» **Data supplied**:
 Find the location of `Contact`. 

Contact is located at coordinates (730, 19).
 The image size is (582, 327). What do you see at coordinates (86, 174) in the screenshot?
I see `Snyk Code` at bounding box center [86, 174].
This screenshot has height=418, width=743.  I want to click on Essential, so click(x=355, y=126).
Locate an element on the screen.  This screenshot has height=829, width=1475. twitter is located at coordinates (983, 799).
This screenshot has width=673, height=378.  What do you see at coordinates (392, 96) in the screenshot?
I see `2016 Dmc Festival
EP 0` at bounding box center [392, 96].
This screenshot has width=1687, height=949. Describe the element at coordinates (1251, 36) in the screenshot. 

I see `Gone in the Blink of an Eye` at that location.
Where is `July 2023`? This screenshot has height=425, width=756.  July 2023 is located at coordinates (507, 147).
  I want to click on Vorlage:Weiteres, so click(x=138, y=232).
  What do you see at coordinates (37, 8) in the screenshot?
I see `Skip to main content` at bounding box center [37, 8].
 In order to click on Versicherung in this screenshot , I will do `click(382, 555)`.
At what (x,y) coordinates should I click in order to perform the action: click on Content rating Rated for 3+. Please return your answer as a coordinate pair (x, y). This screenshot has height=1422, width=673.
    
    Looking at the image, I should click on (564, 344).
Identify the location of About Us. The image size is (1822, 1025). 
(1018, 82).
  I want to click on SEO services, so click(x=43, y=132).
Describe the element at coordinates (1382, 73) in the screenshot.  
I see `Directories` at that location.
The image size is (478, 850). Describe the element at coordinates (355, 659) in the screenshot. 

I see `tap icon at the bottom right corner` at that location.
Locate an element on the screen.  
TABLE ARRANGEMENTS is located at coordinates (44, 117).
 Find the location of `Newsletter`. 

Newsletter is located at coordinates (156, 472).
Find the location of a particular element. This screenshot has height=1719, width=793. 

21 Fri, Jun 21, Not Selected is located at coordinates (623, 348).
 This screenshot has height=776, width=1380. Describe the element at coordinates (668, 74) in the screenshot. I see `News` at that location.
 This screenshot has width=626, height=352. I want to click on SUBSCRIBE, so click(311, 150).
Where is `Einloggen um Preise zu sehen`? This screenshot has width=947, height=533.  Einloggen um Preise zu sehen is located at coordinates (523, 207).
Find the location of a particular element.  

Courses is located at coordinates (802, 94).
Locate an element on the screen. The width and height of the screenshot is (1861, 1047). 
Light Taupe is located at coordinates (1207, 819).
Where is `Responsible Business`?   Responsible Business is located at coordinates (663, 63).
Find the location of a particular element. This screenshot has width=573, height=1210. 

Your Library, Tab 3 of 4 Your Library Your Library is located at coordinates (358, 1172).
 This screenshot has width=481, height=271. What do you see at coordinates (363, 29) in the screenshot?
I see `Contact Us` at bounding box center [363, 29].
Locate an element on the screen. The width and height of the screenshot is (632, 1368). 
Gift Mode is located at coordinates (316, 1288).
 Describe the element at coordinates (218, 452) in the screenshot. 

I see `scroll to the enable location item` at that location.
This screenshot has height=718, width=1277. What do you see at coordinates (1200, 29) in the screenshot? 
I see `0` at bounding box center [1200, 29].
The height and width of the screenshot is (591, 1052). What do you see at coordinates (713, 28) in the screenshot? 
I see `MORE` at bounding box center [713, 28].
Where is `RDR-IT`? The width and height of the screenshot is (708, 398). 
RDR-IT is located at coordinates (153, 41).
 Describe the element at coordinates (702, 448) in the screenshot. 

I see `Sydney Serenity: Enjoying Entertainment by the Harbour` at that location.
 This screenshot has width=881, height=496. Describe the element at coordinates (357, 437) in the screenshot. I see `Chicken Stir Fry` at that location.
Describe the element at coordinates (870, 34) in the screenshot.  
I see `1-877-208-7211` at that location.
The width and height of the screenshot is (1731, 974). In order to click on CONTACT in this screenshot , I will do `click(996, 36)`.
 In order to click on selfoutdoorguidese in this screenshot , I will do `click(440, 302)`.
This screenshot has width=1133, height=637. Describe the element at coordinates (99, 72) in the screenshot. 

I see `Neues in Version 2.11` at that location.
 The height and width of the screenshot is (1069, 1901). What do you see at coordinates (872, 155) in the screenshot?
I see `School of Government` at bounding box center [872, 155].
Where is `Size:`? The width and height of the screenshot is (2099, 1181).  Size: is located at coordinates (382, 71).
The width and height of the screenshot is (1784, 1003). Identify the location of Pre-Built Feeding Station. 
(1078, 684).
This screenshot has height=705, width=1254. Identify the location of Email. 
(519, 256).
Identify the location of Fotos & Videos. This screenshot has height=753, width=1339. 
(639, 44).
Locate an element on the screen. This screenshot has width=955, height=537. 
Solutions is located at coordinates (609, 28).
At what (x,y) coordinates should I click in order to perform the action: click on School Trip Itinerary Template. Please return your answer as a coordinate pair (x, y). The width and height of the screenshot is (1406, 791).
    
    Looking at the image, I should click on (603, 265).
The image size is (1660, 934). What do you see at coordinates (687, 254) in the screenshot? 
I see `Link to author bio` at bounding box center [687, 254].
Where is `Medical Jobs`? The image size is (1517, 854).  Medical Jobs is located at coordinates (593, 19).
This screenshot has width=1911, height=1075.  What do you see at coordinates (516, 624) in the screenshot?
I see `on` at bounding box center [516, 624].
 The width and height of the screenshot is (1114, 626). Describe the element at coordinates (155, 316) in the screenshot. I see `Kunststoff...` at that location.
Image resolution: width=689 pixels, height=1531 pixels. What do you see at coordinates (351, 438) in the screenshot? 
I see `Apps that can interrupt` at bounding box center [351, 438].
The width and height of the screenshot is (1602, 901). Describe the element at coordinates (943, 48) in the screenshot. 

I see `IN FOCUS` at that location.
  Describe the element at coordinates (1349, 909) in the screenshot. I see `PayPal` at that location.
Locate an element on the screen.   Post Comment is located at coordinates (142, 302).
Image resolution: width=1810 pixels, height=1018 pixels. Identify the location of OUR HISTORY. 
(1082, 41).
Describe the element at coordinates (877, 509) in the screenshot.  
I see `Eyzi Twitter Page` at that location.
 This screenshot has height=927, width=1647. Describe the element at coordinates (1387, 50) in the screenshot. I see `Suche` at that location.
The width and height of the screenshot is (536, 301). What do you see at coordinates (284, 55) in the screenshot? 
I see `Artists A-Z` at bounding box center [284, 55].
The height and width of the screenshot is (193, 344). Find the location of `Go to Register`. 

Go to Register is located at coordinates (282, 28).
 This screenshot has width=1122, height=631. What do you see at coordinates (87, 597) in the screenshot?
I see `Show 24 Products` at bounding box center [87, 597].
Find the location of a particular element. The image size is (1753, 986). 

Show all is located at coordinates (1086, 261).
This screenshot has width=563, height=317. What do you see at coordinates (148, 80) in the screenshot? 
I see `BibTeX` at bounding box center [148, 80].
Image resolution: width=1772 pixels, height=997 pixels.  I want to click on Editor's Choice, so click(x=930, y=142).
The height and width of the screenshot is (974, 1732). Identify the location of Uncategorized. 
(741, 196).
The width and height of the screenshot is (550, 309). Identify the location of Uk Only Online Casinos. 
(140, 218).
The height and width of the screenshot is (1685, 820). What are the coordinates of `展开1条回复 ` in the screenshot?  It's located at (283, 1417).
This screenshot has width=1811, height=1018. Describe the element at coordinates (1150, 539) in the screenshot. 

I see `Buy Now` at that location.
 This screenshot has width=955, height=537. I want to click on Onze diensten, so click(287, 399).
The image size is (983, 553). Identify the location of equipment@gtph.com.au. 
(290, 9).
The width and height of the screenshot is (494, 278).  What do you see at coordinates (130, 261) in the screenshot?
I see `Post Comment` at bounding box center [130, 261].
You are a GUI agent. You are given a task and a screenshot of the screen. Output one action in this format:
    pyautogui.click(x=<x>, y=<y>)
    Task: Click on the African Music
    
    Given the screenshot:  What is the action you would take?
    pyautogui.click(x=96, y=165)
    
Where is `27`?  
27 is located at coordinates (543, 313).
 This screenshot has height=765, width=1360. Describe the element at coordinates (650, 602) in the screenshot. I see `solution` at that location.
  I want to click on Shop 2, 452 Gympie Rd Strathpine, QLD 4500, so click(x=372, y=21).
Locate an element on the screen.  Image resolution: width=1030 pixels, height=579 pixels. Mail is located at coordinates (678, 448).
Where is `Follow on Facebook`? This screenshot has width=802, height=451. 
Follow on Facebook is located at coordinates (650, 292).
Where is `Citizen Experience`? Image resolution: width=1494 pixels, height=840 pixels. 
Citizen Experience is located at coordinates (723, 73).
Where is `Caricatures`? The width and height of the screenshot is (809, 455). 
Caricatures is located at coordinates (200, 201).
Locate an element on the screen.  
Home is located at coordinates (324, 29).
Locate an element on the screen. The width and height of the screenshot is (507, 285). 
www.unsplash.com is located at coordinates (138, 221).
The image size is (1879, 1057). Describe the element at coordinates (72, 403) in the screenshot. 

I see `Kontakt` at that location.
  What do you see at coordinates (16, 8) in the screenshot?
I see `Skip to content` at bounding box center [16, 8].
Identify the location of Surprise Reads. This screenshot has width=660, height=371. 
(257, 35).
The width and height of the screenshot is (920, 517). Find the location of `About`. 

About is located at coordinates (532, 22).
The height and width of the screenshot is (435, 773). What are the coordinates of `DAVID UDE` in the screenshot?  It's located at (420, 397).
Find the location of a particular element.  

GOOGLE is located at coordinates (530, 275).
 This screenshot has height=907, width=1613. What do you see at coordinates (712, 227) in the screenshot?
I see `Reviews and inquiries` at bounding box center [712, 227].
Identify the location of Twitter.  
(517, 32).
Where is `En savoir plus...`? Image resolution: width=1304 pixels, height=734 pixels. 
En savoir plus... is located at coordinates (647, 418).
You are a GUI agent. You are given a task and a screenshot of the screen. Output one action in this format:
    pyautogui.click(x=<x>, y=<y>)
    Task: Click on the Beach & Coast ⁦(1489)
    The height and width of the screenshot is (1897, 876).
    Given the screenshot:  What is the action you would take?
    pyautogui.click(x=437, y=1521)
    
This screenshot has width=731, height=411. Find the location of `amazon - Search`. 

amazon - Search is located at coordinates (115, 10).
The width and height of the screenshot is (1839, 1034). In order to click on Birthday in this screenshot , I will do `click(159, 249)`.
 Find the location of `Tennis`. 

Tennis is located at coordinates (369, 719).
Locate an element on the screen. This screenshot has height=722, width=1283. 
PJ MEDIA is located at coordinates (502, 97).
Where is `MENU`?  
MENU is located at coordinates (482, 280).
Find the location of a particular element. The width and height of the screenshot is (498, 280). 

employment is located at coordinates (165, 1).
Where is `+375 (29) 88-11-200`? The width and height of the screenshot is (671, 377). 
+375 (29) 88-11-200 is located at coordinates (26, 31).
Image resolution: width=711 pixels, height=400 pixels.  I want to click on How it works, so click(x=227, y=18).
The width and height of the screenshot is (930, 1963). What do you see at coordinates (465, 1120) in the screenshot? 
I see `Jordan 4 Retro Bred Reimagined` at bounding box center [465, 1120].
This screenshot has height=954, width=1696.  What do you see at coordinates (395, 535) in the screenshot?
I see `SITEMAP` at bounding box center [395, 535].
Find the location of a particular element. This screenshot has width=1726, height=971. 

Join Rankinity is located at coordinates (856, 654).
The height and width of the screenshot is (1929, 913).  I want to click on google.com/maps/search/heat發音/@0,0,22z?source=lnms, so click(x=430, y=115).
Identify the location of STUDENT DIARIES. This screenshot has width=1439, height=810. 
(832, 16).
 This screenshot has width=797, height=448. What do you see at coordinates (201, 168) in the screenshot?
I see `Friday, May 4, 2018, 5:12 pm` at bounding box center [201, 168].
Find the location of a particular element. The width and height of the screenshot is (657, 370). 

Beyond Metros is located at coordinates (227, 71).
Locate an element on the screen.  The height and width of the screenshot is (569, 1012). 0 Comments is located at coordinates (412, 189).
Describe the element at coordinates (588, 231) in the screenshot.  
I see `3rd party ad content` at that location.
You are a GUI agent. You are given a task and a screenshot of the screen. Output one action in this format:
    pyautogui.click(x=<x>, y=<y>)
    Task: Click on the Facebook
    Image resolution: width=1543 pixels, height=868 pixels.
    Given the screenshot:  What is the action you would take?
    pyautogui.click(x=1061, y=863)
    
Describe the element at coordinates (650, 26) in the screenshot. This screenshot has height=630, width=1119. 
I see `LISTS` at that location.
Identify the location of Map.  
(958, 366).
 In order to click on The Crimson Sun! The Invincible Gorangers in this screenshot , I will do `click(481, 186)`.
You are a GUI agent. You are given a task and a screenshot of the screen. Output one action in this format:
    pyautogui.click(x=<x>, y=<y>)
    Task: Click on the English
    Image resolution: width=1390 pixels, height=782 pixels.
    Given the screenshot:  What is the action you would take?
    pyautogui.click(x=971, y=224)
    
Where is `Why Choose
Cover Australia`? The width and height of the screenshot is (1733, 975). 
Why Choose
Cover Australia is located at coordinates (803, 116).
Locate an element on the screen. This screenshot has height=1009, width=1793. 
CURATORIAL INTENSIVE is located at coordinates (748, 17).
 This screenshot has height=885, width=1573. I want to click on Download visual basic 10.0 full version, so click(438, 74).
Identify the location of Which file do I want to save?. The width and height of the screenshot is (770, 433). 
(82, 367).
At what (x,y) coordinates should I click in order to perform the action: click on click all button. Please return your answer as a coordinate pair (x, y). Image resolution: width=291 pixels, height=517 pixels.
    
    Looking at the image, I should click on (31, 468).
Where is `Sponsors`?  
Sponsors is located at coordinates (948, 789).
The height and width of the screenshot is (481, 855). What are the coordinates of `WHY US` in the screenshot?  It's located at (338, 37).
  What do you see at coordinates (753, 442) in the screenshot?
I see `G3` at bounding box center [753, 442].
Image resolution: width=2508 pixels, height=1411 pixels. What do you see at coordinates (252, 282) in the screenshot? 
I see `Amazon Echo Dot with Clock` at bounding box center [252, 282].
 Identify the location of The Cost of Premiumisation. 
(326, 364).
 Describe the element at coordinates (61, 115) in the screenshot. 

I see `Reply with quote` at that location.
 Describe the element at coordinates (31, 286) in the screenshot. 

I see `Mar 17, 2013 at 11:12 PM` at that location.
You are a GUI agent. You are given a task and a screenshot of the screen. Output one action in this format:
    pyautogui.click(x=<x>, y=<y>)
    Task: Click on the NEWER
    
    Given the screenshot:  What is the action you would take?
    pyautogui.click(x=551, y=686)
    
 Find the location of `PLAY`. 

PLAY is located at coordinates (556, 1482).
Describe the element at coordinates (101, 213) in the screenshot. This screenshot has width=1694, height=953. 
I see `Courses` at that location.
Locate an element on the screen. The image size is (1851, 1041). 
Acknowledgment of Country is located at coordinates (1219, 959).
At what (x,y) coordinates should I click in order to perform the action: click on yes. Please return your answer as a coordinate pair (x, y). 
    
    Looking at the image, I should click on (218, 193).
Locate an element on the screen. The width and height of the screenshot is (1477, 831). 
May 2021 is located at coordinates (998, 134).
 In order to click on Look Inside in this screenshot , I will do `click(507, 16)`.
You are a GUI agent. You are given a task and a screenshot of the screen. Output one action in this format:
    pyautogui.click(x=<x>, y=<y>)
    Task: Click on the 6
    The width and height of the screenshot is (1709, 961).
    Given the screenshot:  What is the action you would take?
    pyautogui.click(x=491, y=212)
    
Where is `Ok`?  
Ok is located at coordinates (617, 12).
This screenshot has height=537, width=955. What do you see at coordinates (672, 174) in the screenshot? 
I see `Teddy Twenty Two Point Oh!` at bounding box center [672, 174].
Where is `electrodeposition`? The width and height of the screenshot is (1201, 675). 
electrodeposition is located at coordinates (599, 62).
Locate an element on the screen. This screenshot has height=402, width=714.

» **Exercise brief**:
Starting at the first line of the records above, please copy every line exactly through the line containing "In order to click on Versicherung", and stop there.

» **Response area**:
 Find the location of `Contact`. 

Contact is located at coordinates (730, 19).
 The image size is (582, 327). What do you see at coordinates (86, 174) in the screenshot?
I see `Snyk Code` at bounding box center [86, 174].
This screenshot has height=418, width=743.  I want to click on Essential, so click(x=355, y=126).
Locate an element on the screen.  This screenshot has height=829, width=1475. twitter is located at coordinates (983, 799).
This screenshot has width=673, height=378.  What do you see at coordinates (392, 96) in the screenshot?
I see `2016 Dmc Festival
EP 0` at bounding box center [392, 96].
This screenshot has width=1687, height=949. Describe the element at coordinates (1251, 36) in the screenshot. 

I see `Gone in the Blink of an Eye` at that location.
Where is `July 2023`? This screenshot has height=425, width=756.  July 2023 is located at coordinates (507, 147).
  I want to click on Vorlage:Weiteres, so click(x=138, y=232).
  What do you see at coordinates (37, 8) in the screenshot?
I see `Skip to main content` at bounding box center [37, 8].
 In order to click on Versicherung in this screenshot , I will do `click(382, 555)`.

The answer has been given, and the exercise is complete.